Please refer to the following documentation for you better understanding:
Power Apps visual for Power BI - Power Apps | Microsoft Learn
Hope this will help to get some idea, if you need any further assistance, feel free to reach out.
If this post helps, then please give us Kudos and consider Accept it as a solution to help the other members find it more quickly.
Thankyou.
Hi @AlexanderDatapa ,
May I ask if you have resolved this issue? If so, please mark the helpful reply and accept it as the solution. This will be helpful for other community members who have similar problems to solve it faster.
Thank you.
Hi @AlexanderDatapa ,
I wanted to check if you had the opportunity to review the information provided. Please feel free to contact us if you have any further questions. If my response has addressed your query, please accept it as a solution and give a 'Kudos' so other members can easily find it.
Thank you.
Hi Alexander,
I don't think there's a way that you can take a user input from the report section and then change the data that's being pulled automatically while using import mode.
You can go back into the data source settings and then get the users to edit the parameters there but that probably isn't the best UX.
You could potentially make a dropdown field which allows the different parameter options you're expecting and then run a Power Automate flow from within the Power BI report, which goes and makes an API call with those specific parameters. The only issue with this is that I'm not sure if you can update the semantic model or a dataflow's data with this approach. You may need to load the data from the API call into a DB or other data store and then trigger a dataflow or semantic model refresh from within that same Power Automate flow.
Alternatively to this whole approach, you could experiment with trying to use Direct Query instead of import mode but you'll need to use a connector which supports Direct Query mode. Direct Query mode works by refreshing the data at runtime as opposed to Import Mode, which refreshes the data on a schedule or when a user manually refreshes the dataset.
Hope this helps.
Thank you for your reply. I will be looking into Direct Query mode, though I'm not sure how to use it with a REST API in stead of an Azure database.
(Apologies for the late response, I got the flu and was out of the running for a while.)

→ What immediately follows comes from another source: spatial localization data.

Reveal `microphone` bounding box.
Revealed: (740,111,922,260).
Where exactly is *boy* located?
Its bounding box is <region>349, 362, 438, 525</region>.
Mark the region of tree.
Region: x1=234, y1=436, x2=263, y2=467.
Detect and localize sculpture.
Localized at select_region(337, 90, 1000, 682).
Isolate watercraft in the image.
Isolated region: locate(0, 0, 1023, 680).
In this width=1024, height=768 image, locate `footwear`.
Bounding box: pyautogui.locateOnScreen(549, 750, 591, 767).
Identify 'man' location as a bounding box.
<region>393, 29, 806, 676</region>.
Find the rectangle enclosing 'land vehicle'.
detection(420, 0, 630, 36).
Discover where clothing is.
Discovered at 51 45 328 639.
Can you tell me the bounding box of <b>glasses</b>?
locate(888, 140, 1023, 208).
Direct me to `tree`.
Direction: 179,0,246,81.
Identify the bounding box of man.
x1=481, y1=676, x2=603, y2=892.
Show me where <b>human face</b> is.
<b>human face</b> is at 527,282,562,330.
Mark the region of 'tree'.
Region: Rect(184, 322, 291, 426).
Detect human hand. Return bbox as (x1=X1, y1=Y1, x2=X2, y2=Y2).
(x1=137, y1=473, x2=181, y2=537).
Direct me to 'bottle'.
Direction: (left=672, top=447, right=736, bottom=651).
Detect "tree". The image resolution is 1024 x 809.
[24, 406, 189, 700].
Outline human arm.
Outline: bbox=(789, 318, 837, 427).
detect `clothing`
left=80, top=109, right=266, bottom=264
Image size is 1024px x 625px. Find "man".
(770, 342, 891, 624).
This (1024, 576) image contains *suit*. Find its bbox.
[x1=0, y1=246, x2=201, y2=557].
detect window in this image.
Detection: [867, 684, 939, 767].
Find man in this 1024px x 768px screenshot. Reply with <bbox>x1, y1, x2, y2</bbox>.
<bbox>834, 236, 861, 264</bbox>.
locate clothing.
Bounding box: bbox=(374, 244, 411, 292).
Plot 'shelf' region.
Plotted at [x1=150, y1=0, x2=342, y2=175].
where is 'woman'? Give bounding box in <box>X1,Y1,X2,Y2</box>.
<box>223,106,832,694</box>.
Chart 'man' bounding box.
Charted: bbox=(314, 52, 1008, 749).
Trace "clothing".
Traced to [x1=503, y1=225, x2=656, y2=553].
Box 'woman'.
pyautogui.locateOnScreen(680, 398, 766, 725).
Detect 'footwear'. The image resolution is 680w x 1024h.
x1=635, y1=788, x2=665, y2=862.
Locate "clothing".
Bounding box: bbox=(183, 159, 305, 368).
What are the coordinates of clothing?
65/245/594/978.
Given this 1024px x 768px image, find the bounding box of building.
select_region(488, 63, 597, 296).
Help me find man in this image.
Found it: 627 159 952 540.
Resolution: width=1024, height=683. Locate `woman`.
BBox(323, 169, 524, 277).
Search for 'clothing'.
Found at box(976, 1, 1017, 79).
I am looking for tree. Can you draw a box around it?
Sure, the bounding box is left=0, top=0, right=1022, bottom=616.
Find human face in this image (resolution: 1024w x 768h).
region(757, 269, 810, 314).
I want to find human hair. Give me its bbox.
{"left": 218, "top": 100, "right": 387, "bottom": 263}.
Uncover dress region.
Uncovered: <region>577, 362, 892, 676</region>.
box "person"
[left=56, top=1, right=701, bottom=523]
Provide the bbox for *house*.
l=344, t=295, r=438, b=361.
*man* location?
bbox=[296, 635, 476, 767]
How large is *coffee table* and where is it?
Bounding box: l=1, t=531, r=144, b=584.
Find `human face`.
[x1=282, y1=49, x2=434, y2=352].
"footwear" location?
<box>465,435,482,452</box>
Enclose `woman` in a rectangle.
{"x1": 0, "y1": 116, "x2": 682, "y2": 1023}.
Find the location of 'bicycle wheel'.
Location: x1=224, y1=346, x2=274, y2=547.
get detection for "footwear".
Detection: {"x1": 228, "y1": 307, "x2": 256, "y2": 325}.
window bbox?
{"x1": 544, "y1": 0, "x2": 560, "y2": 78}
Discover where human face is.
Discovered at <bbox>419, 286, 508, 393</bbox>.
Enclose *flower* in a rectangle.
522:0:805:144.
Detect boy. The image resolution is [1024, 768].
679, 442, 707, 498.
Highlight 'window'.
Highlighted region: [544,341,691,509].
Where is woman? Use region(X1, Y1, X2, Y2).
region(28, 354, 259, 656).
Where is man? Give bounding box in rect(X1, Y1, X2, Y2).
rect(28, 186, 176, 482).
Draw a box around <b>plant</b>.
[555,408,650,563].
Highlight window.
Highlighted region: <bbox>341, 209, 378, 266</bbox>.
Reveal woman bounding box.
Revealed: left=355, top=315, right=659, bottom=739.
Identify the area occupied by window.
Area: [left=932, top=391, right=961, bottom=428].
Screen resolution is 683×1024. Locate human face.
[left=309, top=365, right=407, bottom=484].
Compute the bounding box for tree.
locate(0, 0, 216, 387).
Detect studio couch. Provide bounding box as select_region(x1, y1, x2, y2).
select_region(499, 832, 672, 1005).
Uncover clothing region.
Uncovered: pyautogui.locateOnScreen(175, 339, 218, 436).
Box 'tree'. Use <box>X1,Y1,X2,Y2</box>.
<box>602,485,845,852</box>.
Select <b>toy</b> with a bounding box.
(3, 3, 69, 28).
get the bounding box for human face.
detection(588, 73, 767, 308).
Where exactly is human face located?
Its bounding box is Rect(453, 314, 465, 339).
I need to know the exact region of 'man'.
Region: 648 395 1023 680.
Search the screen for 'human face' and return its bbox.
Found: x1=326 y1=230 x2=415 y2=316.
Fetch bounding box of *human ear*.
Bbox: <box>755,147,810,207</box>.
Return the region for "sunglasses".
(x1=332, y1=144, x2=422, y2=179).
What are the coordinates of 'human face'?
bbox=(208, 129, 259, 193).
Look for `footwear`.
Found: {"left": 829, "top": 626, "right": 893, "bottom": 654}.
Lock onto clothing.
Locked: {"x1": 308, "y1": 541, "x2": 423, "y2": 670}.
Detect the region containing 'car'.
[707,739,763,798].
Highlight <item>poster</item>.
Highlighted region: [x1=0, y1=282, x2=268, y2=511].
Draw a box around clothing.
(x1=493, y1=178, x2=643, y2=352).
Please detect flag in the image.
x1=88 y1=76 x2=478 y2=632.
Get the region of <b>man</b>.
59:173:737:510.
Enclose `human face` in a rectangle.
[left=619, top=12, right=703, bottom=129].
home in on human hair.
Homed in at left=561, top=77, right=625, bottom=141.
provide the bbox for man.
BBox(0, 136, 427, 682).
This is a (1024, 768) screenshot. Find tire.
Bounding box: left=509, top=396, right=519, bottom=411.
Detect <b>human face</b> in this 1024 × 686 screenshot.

Have a look at this blog: https://blog.crossjoin.co.uk/2021/04/25/can-i-build-a-power-bi-directquery-dataset-on-top-of-a-rest-...
I think generally, you need a Cloud DB or an ODBC Driver to use Direct Query. The blog mentions to potentially use some 3rd party tools but to be honest, it would be more cost effective to just provision your own DB within Azure and set up an Azure Data Factory Pipeline to ingest the data into the Azure DB.
As a separate note, unless there's a reason not to do this - I'd actually just use import mode instead of direct query and bring in all of the data through the API. Then once you have all of the data, I'd add slicers so that users can filter the whole dataset to just what they want. If security is a concern (e.g. user A shouldn't be able to see user B's records), then I'd make roles and apply RLS to restrict data to users based on their roles or to data which is specific to them.